Researchers from Michigan State University and Rutgers University will lead the first nationally funded study to explore how neighborhood change created by racism in housing affects health across the life course, specifically related to aging. Researchers are starting to understand the links between historical redlining and contemporary health inequities. This work expands on that idea, studying a whole host of factors beyond redlining that have influenced decline and disinvestment in cities.
Funded by what is expected to be a $3.7 million grant from the National Institutes of Health - National Institute on Aging, Dick Sadler, associate professor at Michigan State University College of Human Medicine, and Danielle Beatty Moody, associate professor at the Rutgers University School of Social Work, will examine how racist and discriminatory policies leading to neighborhood disparities over the past 100 years have impacted health inequities in an existing longitudinal cohort of 800 Black and white Baltimore-based adults.
Evidence shows that Black people endure earlier onset and greater rates of aging-related cognitive and physical function decline and frailty when compared to other racial and ethnic groups in the U.S. Elements of structural racism — the systems and processes that create and maintain race-based inequities — are the fundamental drivers of disparate health and accelerated aging for Black people. Such forces also impact other racial and ethnic groups now living in these disinvested environments. Understanding how that happens is critical to the development of strategies to disrupt racial inequities in communities, especially those where Black Americans live and age.
To date, most research examining structural racism in the neighborhood environment has rested upon an almost singular focus on either residential segregation or historic redlining. Sadler and Beatty Moody will examine how lifelong exposure to racism affects cognitive aging, physical function decline, and frailty by:
Drawing on prior work, Sadler and Beatty Moody argue that structural racism in the neighborhood environment has unfairly and systemically shaped the communities where Black people reside, learn, work, shop and recreate — and these negative externalities wind up harming everyone in their wake.
When asked about the significance of this project, Sadler and Beatty Moody shared, “Our work seeks to call out and disentangle the vast array of tools used to entrench structural racism in the neighborhood environment, past, present and future. One drum we have been beating is that ‘it’s not just redlining, and it’s not just segregation.’
“The patterns of racist, discriminatory practices in the landscape go far deeper and are more insidious than these singular practices. We need to comprehensively document what the full constellation of tools, tactics and strategies look like in our urban landscapes to better contextualize why racial inequities emerge and persist across numerous health endpoints, for which all Americans ultimately suffer but for which Black Americans consistently take the largest hits.”
The long-term goal of the study is to develop effective strategies to address racial inequities in accelerated aging, particularly in communities where Black Americans live and age in place. The study will support ongoing advocacy and policy efforts aimed at transformative health equity changes in the neighborhood environment, with a particular focus on housing. Once available, findings will be freely accessible and shared with participants and key local stakeholders.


Task instructions » Which lines in the entries below contain the string "Ratings"? Show each of them in full.

━━━━━ Data provided ━━━━━

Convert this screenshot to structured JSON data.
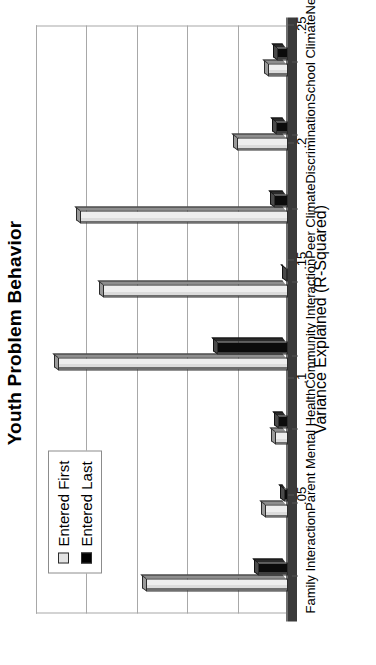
{
  "chart_data": {
    "type": "bar",
    "title": "Youth Problem Behavior",
    "xlabel": "",
    "ylabel": "Variance Explained (R-Squared)",
    "ylim": [
      0,
      0.25
    ],
    "yticks": [
      0.05,
      0.1,
      0.15,
      0.2,
      0.25
    ],
    "ytick_labels": [
      ".05",
      ".1",
      ".15",
      ".2",
      ".25"
    ],
    "grid": true,
    "legend_position": "top-left",
    "categories": [
      "Family Interaction",
      "Parent Mental Health",
      "Community Interaction",
      "Peer Climate",
      "Discrimination",
      "School Climate",
      "Neighborhood Quality",
      "Parent SES"
    ],
    "series": [
      {
        "name": "Entered First",
        "color": "#e3e3e3",
        "values": [
          0.141,
          0.023,
          0.013,
          0.228,
          0.184,
          0.206,
          0.051,
          0.02
        ]
      },
      {
        "name": "Entered Last",
        "color": "#000000",
        "values": [
          0.03,
          0.004,
          0.01,
          0.07,
          0.002,
          0.014,
          0.012,
          0.011
        ]
      }
    ]
  },
  "axis": {
    "tick_labels": [
      ".05",
      ".1",
      ".15",
      ".2",
      ".25"
    ],
    "title": "Variance Explained (R-Squared)"
  },
  "legend": {
    "items": [
      {
        "label": "Entered First",
        "swatch": "light-gray-square-icon"
      },
      {
        "label": "Entered Last",
        "swatch": "black-square-icon"
      }
    ]
  },
  "header": {
    "title": "Youth Problem Behavior"
  }
}
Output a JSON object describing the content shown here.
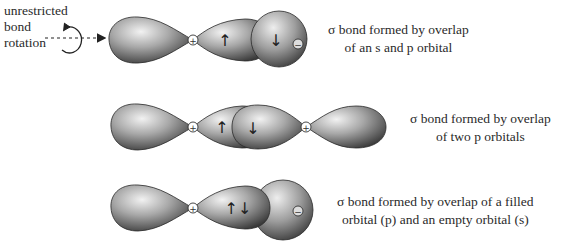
{
  "rotation_label": {
    "lines": [
      "unrestricted",
      "bond",
      "rotation"
    ]
  },
  "rows": [
    {
      "id": "s-p-overlap",
      "caption_lines": [
        "σ bond formed by overlap",
        "of an s and p orbital"
      ],
      "nuclei": [
        "+",
        "−"
      ],
      "electrons": [
        "↑",
        "↓"
      ]
    },
    {
      "id": "p-p-overlap",
      "caption_lines": [
        "σ bond formed by overlap",
        "of two p orbitals"
      ],
      "nuclei": [
        "+",
        "+"
      ],
      "electrons": [
        "↑",
        "↓"
      ]
    },
    {
      "id": "filled-empty-overlap",
      "caption_lines": [
        "σ bond formed by overlap of a filled",
        "orbital (p) and an empty orbital (s)"
      ],
      "nuclei": [
        "+",
        "−"
      ],
      "electrons": [
        "↑↓"
      ]
    }
  ],
  "colors": {
    "orbital_dark": "#3a3a3a",
    "orbital_mid": "#8a8a8a",
    "orbital_light": "#e8e8e8",
    "text": "#2a2a2a"
  }
}
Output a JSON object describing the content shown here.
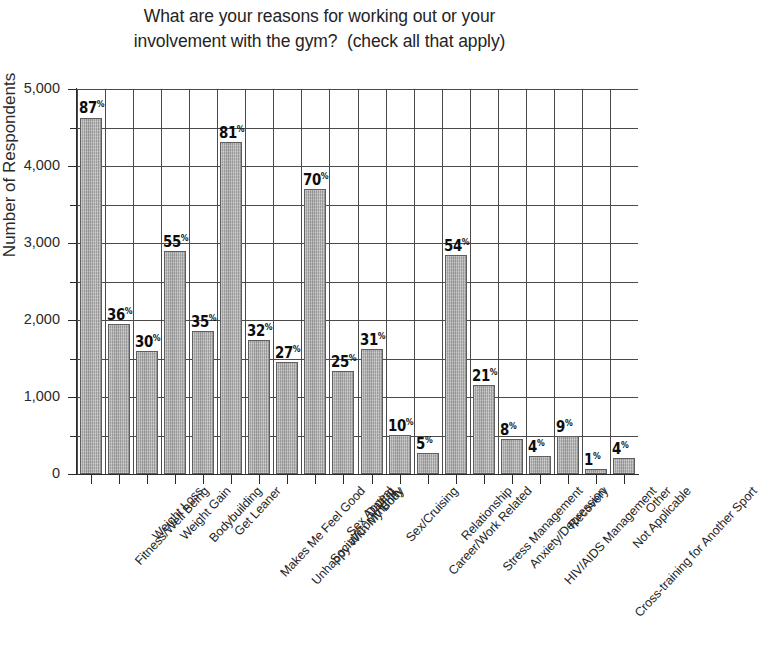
{
  "chart_data": {
    "type": "bar",
    "title": "What are your reasons for working out or your involvement with the gym?  (check all that apply)",
    "title_lines": [
      "What are your reasons for working out or your",
      "involvement with the gym?  (check all that apply)"
    ],
    "xlabel": "",
    "ylabel": "Number of Respondents",
    "ylim": [
      0,
      5000
    ],
    "ytick_labels": [
      "0",
      "1,000",
      "2,000",
      "3,000",
      "4,000",
      "5,000"
    ],
    "ytick_values": [
      0,
      1000,
      2000,
      3000,
      4000,
      5000
    ],
    "yminor_values": [
      500,
      1500,
      2500,
      3500,
      4500
    ],
    "grid": true,
    "legend": false,
    "bar_color": "#a6a6a6",
    "bar_edge_color": "#5e5e5e",
    "axis_color": "#2b2b2b",
    "grid_color": "#4a4a4a",
    "categories": [
      "Fitness/Well Being",
      "Weight Loss",
      "Weight Gain",
      "Bodybuilding",
      "Get Leaner",
      "Makes Me Feel Good",
      "Unhappy With My Body",
      "Social/Community",
      "Sex Appeal",
      "Dating",
      "Sex/Cruising",
      "Career/Work Related",
      "Relationship",
      "Stress Management",
      "Anxiety/Depression",
      "HIV/AIDS Management",
      "Recovery",
      "Cross-training for Another Sport",
      "Not Applicable",
      "Other"
    ],
    "values": [
      4630,
      1950,
      1600,
      2900,
      1860,
      4310,
      1740,
      1450,
      3700,
      1340,
      1620,
      510,
      270,
      2850,
      1150,
      450,
      240,
      490,
      60,
      210
    ],
    "data_labels": [
      "87",
      "36",
      "30",
      "55",
      "35",
      "81",
      "32",
      "27",
      "70",
      "25",
      "31",
      "10",
      "5",
      "54",
      "21",
      "8",
      "4",
      "9",
      "1",
      "4"
    ],
    "data_label_suffix": "%",
    "series": [
      {
        "name": "Number of Respondents",
        "values": [
          4630,
          1950,
          1600,
          2900,
          1860,
          4310,
          1740,
          1450,
          3700,
          1340,
          1620,
          510,
          270,
          2850,
          1150,
          450,
          240,
          490,
          60,
          210
        ],
        "percent_labels": [
          87,
          36,
          30,
          55,
          35,
          81,
          32,
          27,
          70,
          25,
          31,
          10,
          5,
          54,
          21,
          8,
          4,
          9,
          1,
          4
        ]
      }
    ]
  }
}
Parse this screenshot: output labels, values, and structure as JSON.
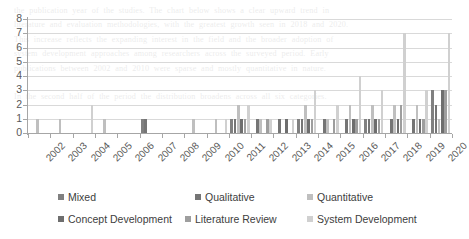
{
  "chart_data": {
    "type": "bar",
    "title": "",
    "xlabel": "",
    "ylabel": "",
    "ylim": [
      0,
      8
    ],
    "yticks": [
      0,
      1,
      2,
      3,
      4,
      5,
      6,
      7,
      8
    ],
    "grid": true,
    "legend_position": "bottom",
    "categories": [
      "2002",
      "2003",
      "2004",
      "2005",
      "2006",
      "2007",
      "2008",
      "2009",
      "2010",
      "2011",
      "2012",
      "2013",
      "2014",
      "2015",
      "2016",
      "2017",
      "2018",
      "2019",
      "2020"
    ],
    "series": [
      {
        "name": "Mixed",
        "color": "#808080",
        "values": [
          0,
          0,
          0,
          0,
          0,
          1,
          0,
          0,
          0,
          1,
          0,
          0,
          1,
          0,
          0,
          1,
          0,
          0,
          3
        ]
      },
      {
        "name": "Qualitative",
        "color": "#757575",
        "values": [
          0,
          0,
          0,
          0,
          0,
          1,
          0,
          0,
          0,
          1,
          1,
          1,
          1,
          1,
          1,
          1,
          1,
          1,
          2
        ]
      },
      {
        "name": "Quantitative",
        "color": "#bfbfbf",
        "values": [
          1,
          1,
          0,
          1,
          0,
          0,
          0,
          1,
          1,
          2,
          1,
          0,
          2,
          1,
          2,
          2,
          2,
          2,
          1
        ]
      },
      {
        "name": "Concept Development",
        "color": "#6e6e6e",
        "values": [
          0,
          0,
          0,
          0,
          0,
          0,
          0,
          0,
          0,
          1,
          0,
          1,
          1,
          0,
          1,
          1,
          1,
          1,
          3
        ]
      },
      {
        "name": "Literature Review",
        "color": "#9e9e9e",
        "values": [
          0,
          0,
          0,
          0,
          0,
          0,
          0,
          0,
          0,
          1,
          1,
          0,
          1,
          1,
          1,
          1,
          2,
          1,
          3
        ]
      },
      {
        "name": "System Development",
        "color": "#d0d0d0",
        "values": [
          0,
          0,
          2,
          0,
          0,
          0,
          0,
          0,
          1,
          2,
          1,
          1,
          3,
          2,
          4,
          3,
          7,
          3,
          7
        ]
      }
    ]
  },
  "legend": {
    "items": [
      {
        "label": "Mixed",
        "color": "#808080"
      },
      {
        "label": "Qualitative",
        "color": "#757575"
      },
      {
        "label": "Quantitative",
        "color": "#bfbfbf"
      },
      {
        "label": "Concept Development",
        "color": "#6e6e6e"
      },
      {
        "label": "Literature Review",
        "color": "#9e9e9e"
      },
      {
        "label": "System Development",
        "color": "#d0d0d0"
      }
    ]
  },
  "background_text": "the publication year of the studies. The chart below shows a clear upward trend in\nliterature and evaluation methodologies, with the greatest growth seen in 2018 and 2020.\nThis increase reflects the expanding interest in the field and the broader adoption of\nsystem development approaches among researchers across the surveyed period. Early\npublications between 2002 and 2010 were sparse and mostly quantitative in nature.\n\nIn the second half of the period the distribution broadens across all six categories."
}
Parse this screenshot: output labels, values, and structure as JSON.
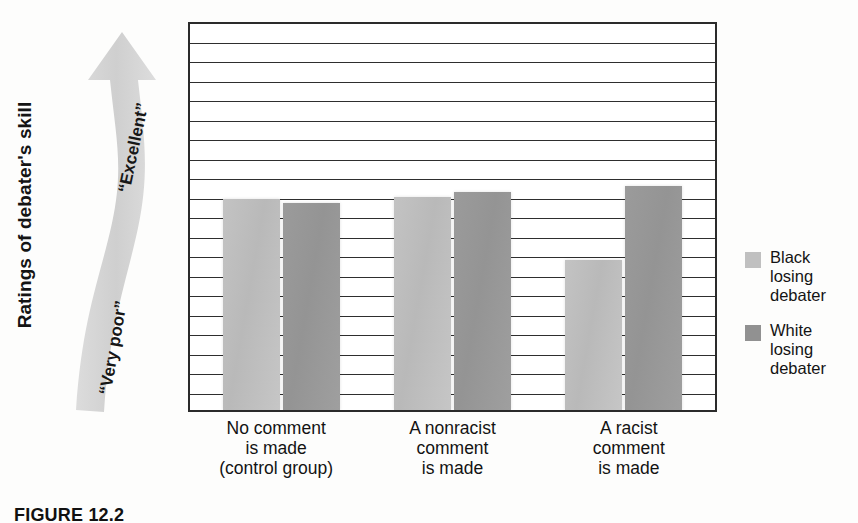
{
  "figure": {
    "caption": "FIGURE 12.2"
  },
  "axes": {
    "y_title": "Ratings of debater's skill",
    "y_tick_top": "21",
    "y_tick_bottom": "1"
  },
  "scale_arrow": {
    "top_label": "“Excellent”",
    "bottom_label": "“Very poor”",
    "icon": "curved-up-arrow-icon",
    "color": "#d4d4d4"
  },
  "legend": {
    "items": [
      {
        "key": "black-debater",
        "color": "#c0c0c0",
        "lines": [
          "Black",
          "losing",
          "debater"
        ]
      },
      {
        "key": "white-debater",
        "color": "#919191",
        "lines": [
          "White",
          "losing",
          "debater"
        ]
      }
    ]
  },
  "x_labels": [
    [
      "No comment",
      "is made",
      "(control group)"
    ],
    [
      "A nonracist",
      "comment",
      "is made"
    ],
    [
      "A racist",
      "comment",
      "is made"
    ]
  ],
  "chart_data": {
    "type": "bar",
    "title": "",
    "xlabel": "",
    "ylabel": "Ratings of debater's skill",
    "ylim": [
      1,
      21
    ],
    "grid": true,
    "gridline_step": 1,
    "legend_position": "right",
    "categories": [
      "No comment is made (control group)",
      "A nonracist comment is made",
      "A racist comment is made"
    ],
    "series": [
      {
        "name": "Black losing debater",
        "color": "#c0c0c0",
        "values": [
          11.8,
          11.9,
          8.7
        ]
      },
      {
        "name": "White losing debater",
        "color": "#919191",
        "values": [
          11.6,
          12.2,
          12.5
        ]
      }
    ],
    "annotations": [
      "“Excellent” (high end of scale)",
      "“Very poor” (low end of scale)"
    ]
  }
}
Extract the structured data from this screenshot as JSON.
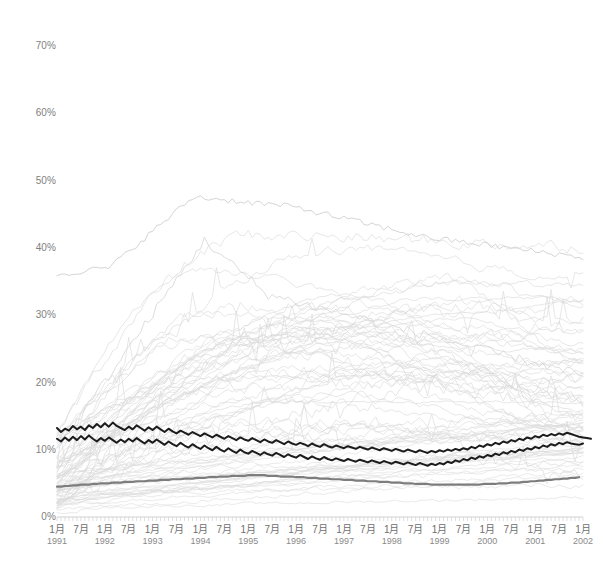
{
  "chart_data": {
    "type": "line",
    "title": "",
    "subtitle": "",
    "xlabel": "",
    "ylabel": "",
    "ylim": [
      0,
      70
    ],
    "yunit": "%",
    "ytick_labels": [
      "0%",
      "10%",
      "20%",
      "30%",
      "40%",
      "50%",
      "60%",
      "70%"
    ],
    "ytick_values": [
      0,
      10,
      20,
      30,
      40,
      50,
      60,
      70
    ],
    "grid": false,
    "legend": "none",
    "x_start": "1991-01",
    "x_end": "2002-01",
    "x_interval": "monthly",
    "xtick_labels": [
      {
        "month": "1月",
        "year": "1991"
      },
      {
        "month": "7月",
        "year": ""
      },
      {
        "month": "1月",
        "year": "1992"
      },
      {
        "month": "7月",
        "year": ""
      },
      {
        "month": "1月",
        "year": "1993"
      },
      {
        "month": "7月",
        "year": ""
      },
      {
        "month": "1月",
        "year": "1994"
      },
      {
        "month": "7月",
        "year": ""
      },
      {
        "month": "1月",
        "year": "1995"
      },
      {
        "month": "7月",
        "year": ""
      },
      {
        "month": "1月",
        "year": "1996"
      },
      {
        "month": "7月",
        "year": ""
      },
      {
        "month": "1月",
        "year": "1997"
      },
      {
        "month": "7月",
        "year": ""
      },
      {
        "month": "1月",
        "year": "1998"
      },
      {
        "month": "7月",
        "year": ""
      },
      {
        "month": "1月",
        "year": "1999"
      },
      {
        "month": "7月",
        "year": ""
      },
      {
        "month": "1月",
        "year": "2000"
      },
      {
        "month": "7月",
        "year": ""
      },
      {
        "month": "1月",
        "year": "2001"
      },
      {
        "month": "7月",
        "year": ""
      },
      {
        "month": "1月",
        "year": "2002"
      }
    ],
    "colors": {
      "background_series": "#d9d9d9",
      "highlight_dark": "#1c1c1c",
      "highlight_gray": "#7d7d7d",
      "axis": "#cfcfcf",
      "tick_text": "#7a7a7a"
    },
    "series": [
      {
        "name": "highlight-dark-upper",
        "emphasis": "dark",
        "color": "#1c1c1c",
        "values": [
          13.2,
          12.6,
          13.1,
          12.8,
          13.5,
          13.0,
          13.4,
          12.9,
          13.6,
          13.2,
          13.8,
          13.3,
          13.9,
          13.4,
          14.0,
          13.5,
          13.2,
          12.9,
          13.4,
          13.0,
          13.6,
          13.2,
          12.8,
          13.3,
          12.9,
          13.4,
          13.0,
          12.6,
          13.1,
          12.7,
          12.4,
          12.8,
          12.5,
          12.2,
          12.6,
          12.3,
          12.0,
          12.4,
          12.1,
          11.8,
          12.2,
          11.9,
          11.6,
          12.0,
          11.7,
          11.4,
          11.8,
          11.5,
          11.3,
          11.7,
          11.4,
          11.1,
          11.5,
          11.2,
          11.0,
          11.4,
          11.1,
          10.8,
          11.2,
          10.9,
          10.7,
          11.0,
          10.8,
          10.5,
          10.9,
          10.6,
          10.4,
          10.8,
          10.5,
          10.3,
          10.6,
          10.4,
          10.2,
          10.5,
          10.3,
          10.1,
          10.4,
          10.2,
          10.0,
          10.3,
          10.1,
          9.9,
          10.2,
          10.0,
          9.8,
          10.1,
          9.9,
          9.7,
          10.0,
          9.8,
          9.6,
          9.9,
          9.7,
          9.5,
          9.8,
          9.6,
          9.9,
          9.7,
          10.0,
          9.8,
          10.1,
          9.9,
          10.2,
          10.0,
          10.4,
          10.2,
          10.6,
          10.4,
          10.8,
          10.6,
          11.0,
          10.8,
          11.2,
          11.0,
          11.4,
          11.2,
          11.6,
          11.4,
          11.8,
          11.6,
          12.0,
          11.8,
          12.2,
          12.0,
          12.3,
          12.1,
          12.4,
          12.2,
          12.5,
          12.3,
          12.1,
          11.9,
          11.8,
          11.7,
          11.6
        ]
      },
      {
        "name": "highlight-dark-lower",
        "emphasis": "dark",
        "color": "#1c1c1c",
        "values": [
          11.6,
          11.2,
          11.8,
          11.3,
          11.9,
          11.4,
          12.0,
          11.5,
          12.1,
          11.6,
          11.2,
          11.7,
          11.3,
          11.8,
          11.4,
          11.0,
          11.5,
          11.1,
          11.6,
          11.2,
          11.7,
          11.3,
          10.9,
          11.4,
          11.0,
          11.5,
          11.1,
          10.7,
          11.2,
          10.8,
          10.5,
          11.0,
          10.6,
          10.3,
          10.8,
          10.4,
          10.1,
          10.6,
          10.2,
          9.9,
          10.4,
          10.0,
          9.7,
          10.2,
          9.8,
          9.5,
          10.0,
          9.6,
          9.4,
          9.8,
          9.5,
          9.2,
          9.6,
          9.3,
          9.1,
          9.5,
          9.2,
          8.9,
          9.3,
          9.0,
          8.8,
          9.2,
          8.9,
          8.6,
          9.0,
          8.7,
          8.5,
          8.9,
          8.6,
          8.4,
          8.7,
          8.5,
          8.3,
          8.6,
          8.4,
          8.2,
          8.5,
          8.3,
          8.1,
          8.4,
          8.2,
          8.0,
          8.3,
          8.1,
          7.9,
          8.2,
          8.0,
          7.8,
          8.1,
          7.9,
          7.7,
          8.0,
          7.8,
          7.6,
          7.9,
          7.7,
          8.0,
          7.8,
          8.2,
          8.0,
          8.4,
          8.2,
          8.6,
          8.4,
          8.8,
          8.6,
          9.0,
          8.8,
          9.2,
          9.0,
          9.4,
          9.2,
          9.6,
          9.4,
          9.8,
          9.6,
          10.0,
          9.8,
          10.2,
          10.0,
          10.4,
          10.2,
          10.6,
          10.4,
          10.8,
          10.6,
          11.0,
          10.8,
          11.1,
          10.9,
          10.8,
          10.7,
          10.9
        ]
      },
      {
        "name": "highlight-gray-lower",
        "emphasis": "gray",
        "color": "#7d7d7d",
        "values": [
          4.5,
          4.5,
          4.6,
          4.6,
          4.7,
          4.7,
          4.8,
          4.8,
          4.8,
          4.9,
          4.9,
          5.0,
          5.0,
          5.0,
          5.1,
          5.1,
          5.1,
          5.2,
          5.2,
          5.2,
          5.3,
          5.3,
          5.3,
          5.4,
          5.4,
          5.4,
          5.5,
          5.5,
          5.5,
          5.6,
          5.6,
          5.6,
          5.7,
          5.7,
          5.7,
          5.8,
          5.8,
          5.8,
          5.9,
          5.9,
          5.9,
          6.0,
          6.0,
          6.0,
          6.1,
          6.1,
          6.1,
          6.1,
          6.2,
          6.2,
          6.2,
          6.2,
          6.2,
          6.1,
          6.1,
          6.1,
          6.0,
          6.0,
          6.0,
          6.0,
          5.9,
          5.9,
          5.9,
          5.8,
          5.8,
          5.8,
          5.7,
          5.7,
          5.7,
          5.6,
          5.6,
          5.6,
          5.5,
          5.5,
          5.5,
          5.4,
          5.4,
          5.4,
          5.3,
          5.3,
          5.3,
          5.2,
          5.2,
          5.2,
          5.1,
          5.1,
          5.1,
          5.0,
          5.0,
          5.0,
          4.9,
          4.9,
          4.9,
          4.9,
          4.8,
          4.8,
          4.8,
          4.8,
          4.8,
          4.8,
          4.8,
          4.8,
          4.8,
          4.8,
          4.8,
          4.8,
          4.8,
          4.9,
          4.9,
          4.9,
          4.9,
          5.0,
          5.0,
          5.0,
          5.1,
          5.1,
          5.1,
          5.2,
          5.2,
          5.3,
          5.3,
          5.4,
          5.4,
          5.5,
          5.5,
          5.6,
          5.6,
          5.7,
          5.7,
          5.8,
          5.8,
          5.9
        ]
      }
    ],
    "background_series_count": 48,
    "background_series_note": "Light gray background lines, many rising from under 10% in 1991 to 20-43% by 2002; one peaks near 48% in early 1994."
  }
}
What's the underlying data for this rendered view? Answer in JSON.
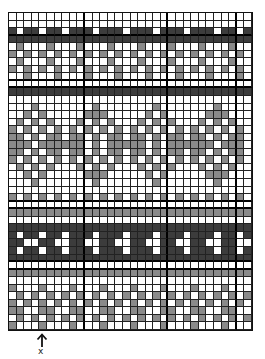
{
  "chart": {
    "columns": 32,
    "rows": 42,
    "thick_columns_after": [
      10,
      21,
      30
    ],
    "thick_rows_after": [
      3,
      9,
      10,
      25,
      26,
      33,
      34
    ],
    "legend": {
      "white": "background",
      "g": "contrast-color",
      "d": "dark-band"
    },
    "row_patterns": [
      "................................",
      "................................",
      "d.dd.dd.ddd.ddd.ddd.ddd.ddd.dd.d",
      "dddddddddddddddddddddddddddddddd",
      ".g...g...g...g...g...g...g...g..",
      "g.g.g.g.g.g.g.g.g.g.g.g.g.g.g.g.",
      ".g...g...g...g...g...g...g...g..",
      "g.g.g.g.g.g.g.g.g.g.g.g.g.g.g.g.",
      "..g...g...g...g...g...g...g...g.",
      "................................",
      "dddddddddddddddddddddddddddddddd",
      "................................",
      "...g.......g.......g.......g....",
      "..g.g.....ggg.....g.g.....ggg...",
      ".g.g.g...g.g.g...g.g.g...g.g.g..",
      "g.g.g.g.g.g.g.g.g.g.g.g.g.g.g.g.",
      "gg.g.gg.gg.g.gg.gg.g.gg.gg.g.gg.",
      "ggg.gggggg.g.ggggg.g.gggggg.ggg.",
      "gg.g.gg.gg.g.gg.gg.g.gg.gg.g.gg.",
      "g.g.g.g.g.g.g.g.g.g.g.g.g.g.g.g.",
      ".g.g.g...g.g.g...g.g.g...g.g.g..",
      "..g.g.....ggg.....g.g.....ggg...",
      "...g.......g.......g.......g....",
      "................................",
      "g.g.g.g.g.g.g.g.g.g.g.g.g.g.g.g.",
      "................................",
      "gggggggggggggggggggggggggggggggg",
      "................................",
      "dddddddddddddddddddddddddddddddd",
      "d.dd.dd.ddd.ddd.ddd.ddd.ddd.dd.d",
      "dd..dd..dd..dd..dd..dd..dd..dd..",
      "d.dd.dd.ddd.ddd.ddd.ddd.ddd.dd.d",
      "dddddddddddddddddddddddddddddddd",
      "................................",
      "gggggggggggggggggggggggggggggggg",
      "................................",
      "g...g...g...g...g...g...g...g...",
      ".g.g.g.g.g.g.g.g.g.g.g.g.g.g.g.g",
      "g.g.g.g.g.g.g.g.g.g.g.g.g.g.g.g.",
      "gg..gg..gg..gg..gg..gg..gg..gg..",
      ".g.g.g.g.g.g.g.g.g.g.g.g.g.g.g.g",
      "g...g...g...g...g...g...g...g..."
    ]
  },
  "marker": {
    "arrow_icon": "up-arrow",
    "label": "x"
  }
}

━━━━━

Answer to this task »
    "y_title": "Ratings of debater's skill",
    "ylabel": "Ratings of debater's skill",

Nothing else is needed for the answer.